Last week (7-12 May) India
voted for their federal parliament. Today the majority
of European Union members vote for the European Parliament. (The elections
started on the 22nd. The Netherlands voted on Thursday already, because of our
world famous Christian conservatism. For a review of the results over there in
English, read this article. Maybe read this one as
well).
And what’s my point then? My point is that many people in Europe, and probably more and more, believe that there is a need to go back to a Europe of nation states. I think this is fruitless nostalgia. It is true that many nations were able to emancipate due to the creation of national states in the nineteenth and twentieth centuries, for example in Central Europe and the former Soviet Union. Moreover, the creation of parliamentary democracies might have been impossible without a direct bond between the people and their representatives - created by both shared language and proximity.
(Would the Soviet Union have succeeded if not Russian, but Esperanto would have been chosen as its lingua franca? Read The Affirmative Action Empire by Terry Martin).
I don’t have to convince
anybody that American elections matter for the entire world population.
I would like to advocate here that the Indian and European elections are as
important. Not because either the Indian or the European army (please don’t start
laughing) even come close to substitute America’s role as global policeman. No.
The elections in Europe and India are important, because they shape the future
of democracies, worldwide.
One of the best books I
read in the last years was Empire,
by Dominic Lieven. As you might know, I studied both social science and
history, with a comparative master degree in international relations. Lieven
brings it all together. Historians often dislike both comparison and theory,
and social scientist tend to forget about history. Moreover, many histories are
written from a national perspective. In Empire, Lieven – who is a historian specialized
in the Russian Empire - compares the British, Ottoman, Habsburg, and Soviet
Empires with the Russian one. As such, he can make some bold statements about
the very notion of ‘empire’ – a controversial concept. He convinced me, and
after reading his book, I do not think empires are necessarily a bad thing.
Lieven states that
empires are still present. If you define ‘empire’ as a multinational, extremely
large state, we might call the USA, the Russian Federation, Indonesia, India
and – probably – the European Union as the empires of today. Don’t lose me
here: in this definition empires don’t have to be necessarily autocratic,
authoritarian and oppressive. Moreover, not every empire needs a dominant
nation. Most modern states are, or claim to be, nation states, however.
And what’s my point then? My point is that many people in Europe, and probably more and more, believe that there is a need to go back to a Europe of nation states. I think this is fruitless nostalgia. It is true that many nations were able to emancipate due to the creation of national states in the nineteenth and twentieth centuries, for example in Central Europe and the former Soviet Union. Moreover, the creation of parliamentary democracies might have been impossible without a direct bond between the people and their representatives - created by both shared language and proximity.
However, today both the
challenges and the reality are global – or at least on a supranational scale.
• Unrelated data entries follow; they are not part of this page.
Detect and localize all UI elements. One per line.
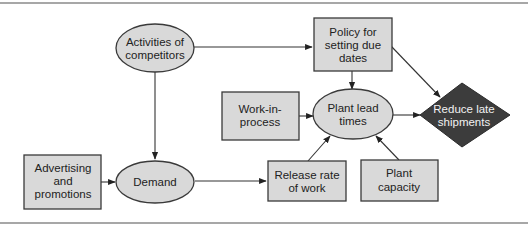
- svg-text:times: times: [339, 115, 367, 127]
- edge-release-leadtimes: [308, 136, 330, 161]
- svg-text:of work: of work: [288, 182, 325, 194]
- svg-text:Advertising: Advertising: [35, 162, 92, 174]
- svg-text:promotions: promotions: [35, 188, 92, 200]
- node-demand: Demand: [116, 161, 194, 203]
- node-release-rate-of-work: Release rate of work: [268, 161, 346, 201]
- svg-text:Demand: Demand: [133, 176, 176, 188]
- node-work-in-process: Work-in- process: [222, 92, 299, 140]
- svg-text:Plant lead: Plant lead: [327, 102, 378, 114]
- svg-text:capacity: capacity: [378, 181, 420, 193]
- svg-text:Release rate: Release rate: [274, 169, 339, 181]
- node-plant-capacity: Plant capacity: [361, 160, 438, 201]
- svg-text:and: and: [53, 175, 72, 187]
- svg-text:setting due: setting due: [325, 39, 381, 51]
- node-policy-for-setting-due-dates: Policy for setting due dates: [314, 18, 392, 71]
- svg-text:Plant: Plant: [386, 167, 413, 179]
- svg-text:shipments: shipments: [438, 116, 491, 128]
- svg-text:Activities of: Activities of: [126, 36, 185, 48]
- edge-policy-reduce: [391, 46, 440, 97]
- influence-diagram: Activities of competitors Policy for set…: [0, 0, 528, 225]
- svg-text:Reduce late: Reduce late: [433, 103, 494, 115]
- node-reduce-late-shipments: Reduce late shipments: [420, 83, 510, 147]
- node-advertising-and-promotions: Advertising and promotions: [24, 155, 101, 209]
- svg-text:Work-in-: Work-in-: [238, 103, 281, 115]
- edge-capacity-leadtimes: [376, 136, 399, 160]
- svg-text:dates: dates: [339, 52, 367, 64]
- svg-text:Policy for: Policy for: [329, 26, 376, 38]
- node-plant-lead-times: Plant lead times: [313, 89, 393, 139]
- svg-text:process: process: [240, 116, 281, 128]
- node-activities-of-competitors: Activities of competitors: [116, 24, 194, 72]
- svg-text:competitors: competitors: [125, 49, 185, 61]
India and the EU show: global financial, environmental, security, and
immigrant challenges ask for more than national answers. And as states are unable to
solve these problems within their national limits, only a more democratic
multinational platform can end the paralysis and progress we currently face.
This is my firm conviction, even if I’m not telling you which way, ideology, or
party is the right one.
As Lieven shows us, one
of the challenges of a multinational state is to prevent the rise of a dominant nation, such as the
Russians in both Imperial Russia and the Soviet Union, or the Britons in the
British Empire. America became more democratic, and arguably more successful, when
it abandoned the idea that the country should be ruled by WASPs. Along the same
lines, Indonesia shouldn’t be dominated by Javanese, China not by Han, and
Europe not by Germans, to maintain or reach a bigger assent.
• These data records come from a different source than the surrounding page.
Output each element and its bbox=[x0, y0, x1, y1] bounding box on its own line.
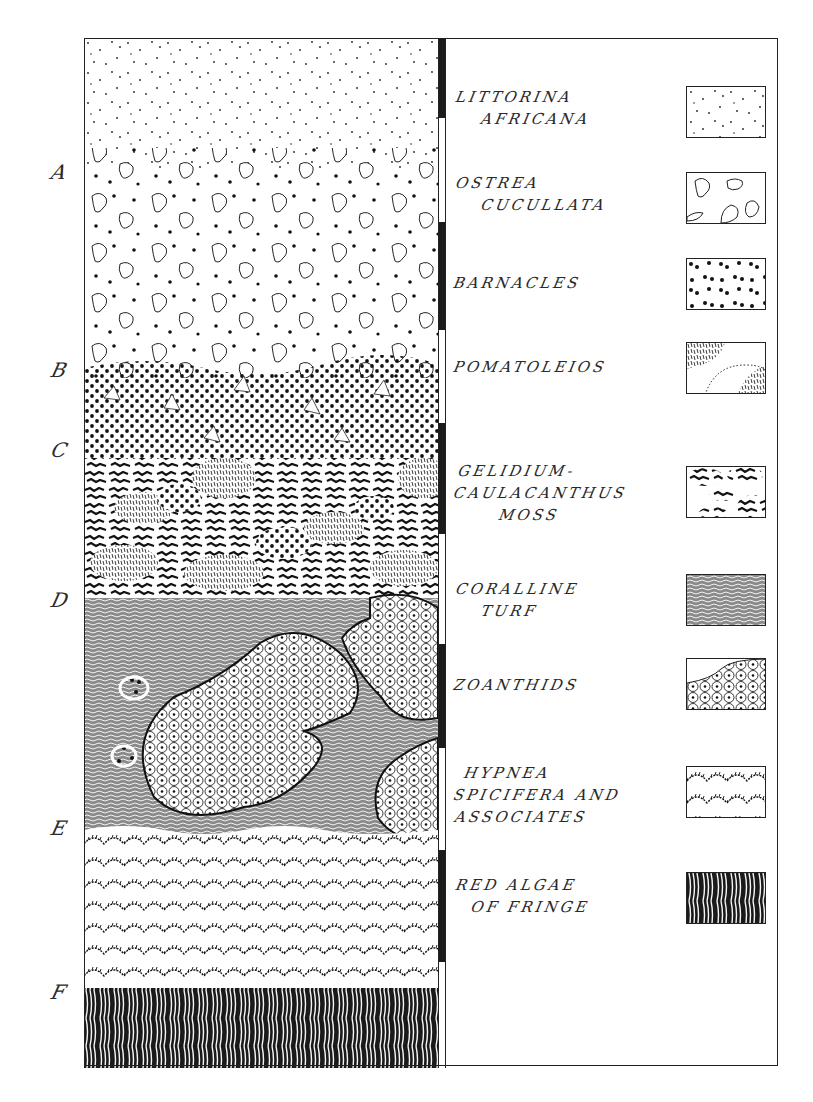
zone-marker-b: B bbox=[49, 358, 70, 382]
zonation-figure: LITTORINA AFRICANA OSTREA CUCULLATA bbox=[84, 38, 780, 1068]
zone-marker-a: A bbox=[49, 160, 69, 184]
zone-marker-e: E bbox=[49, 816, 70, 840]
zone-marker-c: C bbox=[49, 438, 70, 462]
zone-marker-d: D bbox=[49, 588, 71, 612]
figure-frame bbox=[84, 38, 778, 1066]
zone-marker-f: F bbox=[49, 980, 69, 1004]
(Would the Soviet Union have succeeded if not Russian, but Esperanto would have been chosen as its lingua franca? Read The Affirmative Action Empire by Terry Martin).
On a more personal note,
I would like to say something about the region I’ve been studying and living
in; Eastern Europe, the Middle East, and the former Soviet space. Nation states
emancipated many nations in this part of the world, but as many minorities were
oppressed. In the multinational empires of the past Christians thrived in the
Middle East, Armenians lived in both Baku and Kars, Minsk was a Jewish city,
Prague a German one, and Lviv was a Polish centre. Tbilisi was a Armenian city, and centre of the South Caucasus. National independence ended
this, often in a rather violent way. It would be great to see people here
living together once again, mixed and intermingled – in the democratic,
multinational states they aspire to be.